Victory Dance Program C: July 25 - 27

Ephrat Asherie Dance Odeon (Excerpts) ​ Odeon, Asherie’s second collaboration with her brother and internationally acclaimed pianist, ​ Ehud Asherie, is a high-energy, hybrid hip-hop work. Odeon layers breaking, hip-hop, house ​ ​

and vogue to a buoyant mix of classical romantic music with popular Afro-Brazilian rhythms, and is inspired by the music of early 20th century composer Ernesto Nazareth, played live.

Ephrat “Bounce” Asherie, a 2016 Bessie Award Winner for Innovative Achievement in Dance, is a NYC-based B-girl, dancer and choreographer. As Artistic Director of Ephrat Asherie Dance, a dance company rooted in street and , Asherie has presented work at the Apollo Theater, FiraTarrega, Jacob’s Pillow, New York Live Arts, Summerstage and the Yard, among others. Asherie is a regular guest artist with Dorrance Dance and has worked and collaborated with Doug Elkins, Rennie Harris, Bill Irwin, David Parsons, Gus Solomons Jr and Buddha Stretch, among others.

Parul Shah Enduring Silence (Excerpts) ​ An ode to those who toil in arid fields while caring for their children, Enduring Silence takes its ​ ​ inspiration from women and their ignored sorrows, resiliency and desperate strength. This solo work recognizes the beautiful gaits and gestures found in all Indian classical dance repertoire that have evolved from various ways of life and culturally specific work. Drawing from Kathak, one of the ten major forms of Indian classical dance, Enduring Silence pays tribute to the ​ ​ dignity, courage and grace of these women amidst harsh realities.

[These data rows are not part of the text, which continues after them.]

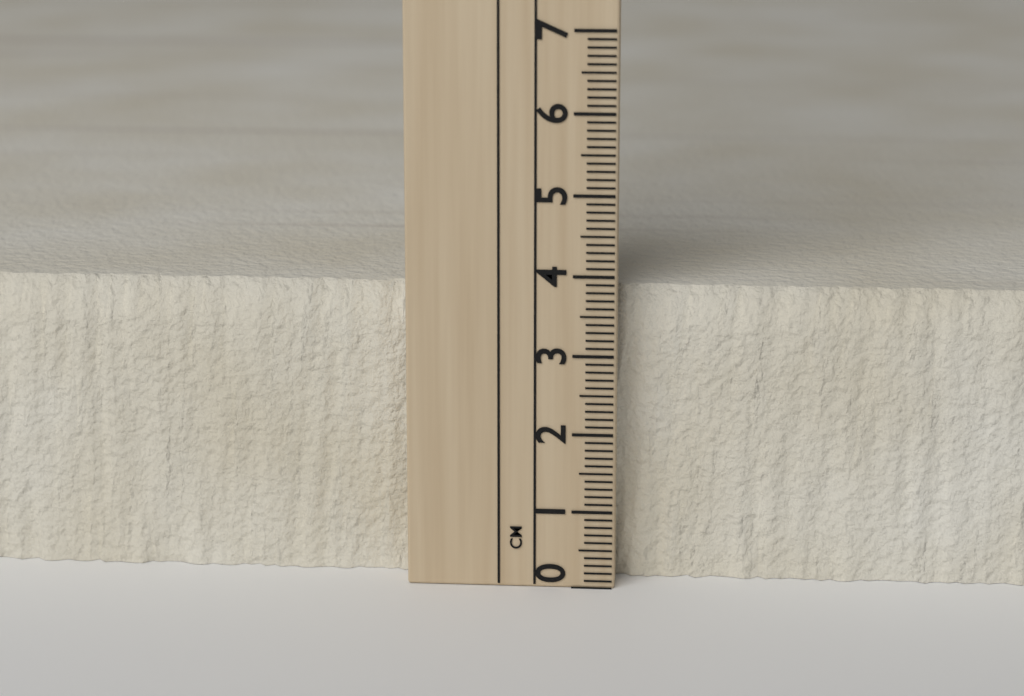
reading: 3.8 cm
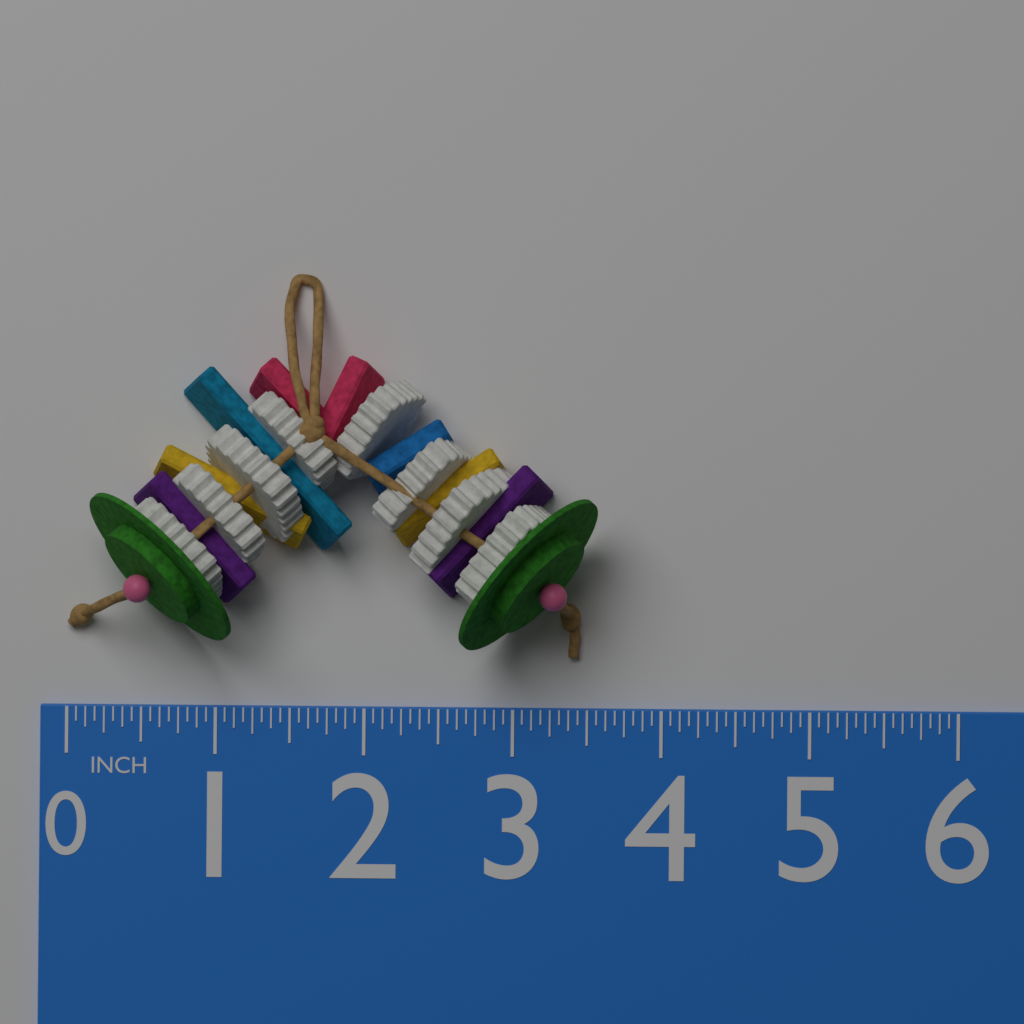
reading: 3.5625 in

Parul Shah is a NYC-based, internationally acclaimed Kathak dancer and choreographer whose work is expanding the classical medium beyond cultural boundaries. Shah’s repertoire illustrates the soulfulness of the Kathak form while establishing new ways of movement drawn from the classical style. Her work builds on the dance form’s mythological storytelling roots to explore universal narratives, using a rich movement vocabulary that communicates the dynamic and often paradoxical nature of modern life through compelling solo and group choreographies. While preserving the emotive quality unique to Indian classical dance, Shah tells her own stories that foster understanding, empathy and relationships between audience and performer.

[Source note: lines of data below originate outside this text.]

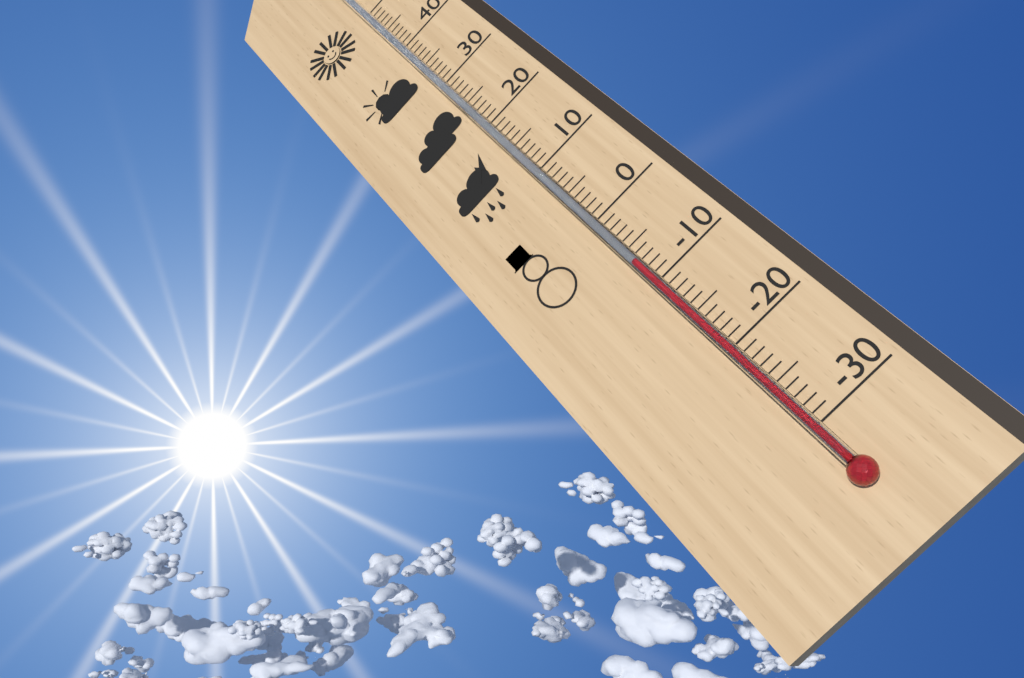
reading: -7 °C
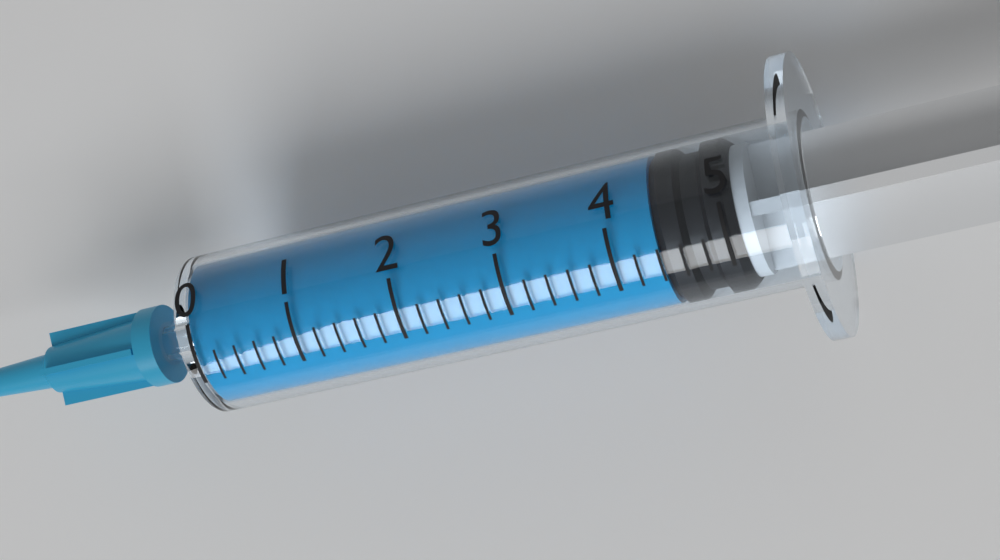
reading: 4.4 (no unit)
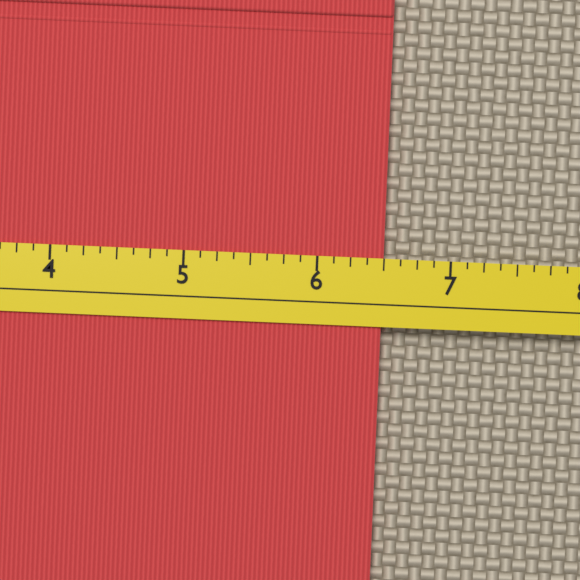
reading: 6.500 (no unit)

Calpulli Mexican Dance Company Mexika Tiawi! (Mexicans Onward) Mexika Tiawi!, roughly translated to “Mexicans Onward!,” is based on the Aztec tradition known ​ as the Tezkatlipoka, carrying symbolism associated with natural elements and the life force of the dancers to achieve self-knowledge and harmony. Aztec-inspired dance became highly religious with the Spanish conquest, and Calpulli's suite aims to capture a pre-Hispanic interpretation of the dances. In this iteration, the central Priestess character leads the clan of dancers in their ritual.

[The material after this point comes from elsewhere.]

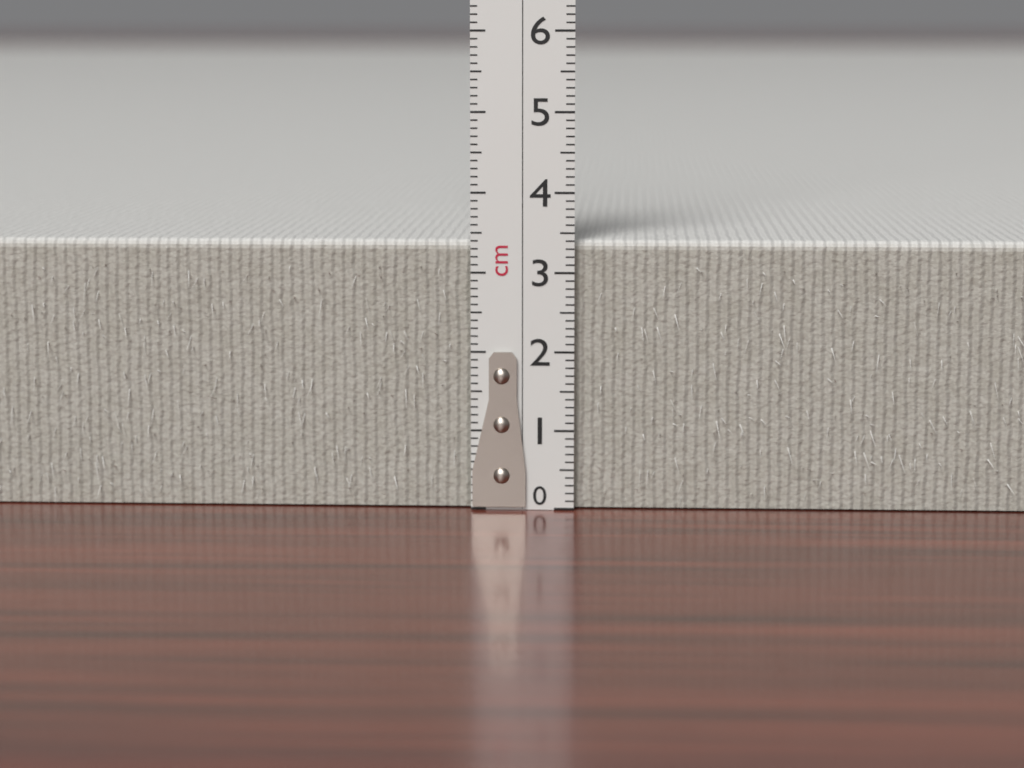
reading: 3.4 cm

Calpulli Mexican Dance celebrates the rich diversity of Mexican cultural heritage through dance including live music. Founded in 2003, Calpulli's repertoire is largely based on folkloric traditions as interpreted through the unique perspective of Artistic Director and Co-founder, Alberto Lopez Herrera with Music Direction by George Saenz. In addition, the company tells stories through its folk dances, songs and with the use of contemporary dance, ballet, original music, animation and dance theater to capture the diverse aspects of the culture and people we love.

Dance Theatre of Harlem Harlem on My Mind (Excerpts) ​ Choreographed by Darrell Grand Moultrie, Harlem on My Mind reflects on the persistent and ​ ​

evolving mystique that is Harlem. With music by Fats Waller, Duke Ellington and Wynton Marsalis, among others, Moultrie’s joyous and soulful choreography draws on a rich continuum of jazz to burst from the stage.

Dance Theatre of Harlem is a leading dance institution of unparalleled global acclaim, encompassing a performing ensemble, a leading arts education center and Dancing Through Barriers®, a national and international education and community outreach program. Founded in 1969 by Arthur Mitchell and Karel Shook, Dance Theatre of Harlem was considered “one of ballet’s most exciting undertakings” (The New York Times, 1971). Each component of Dance ​ ​ Theatre of Harlem carries a solid commitment towards enriching the lives of young people and adults around the world through the arts.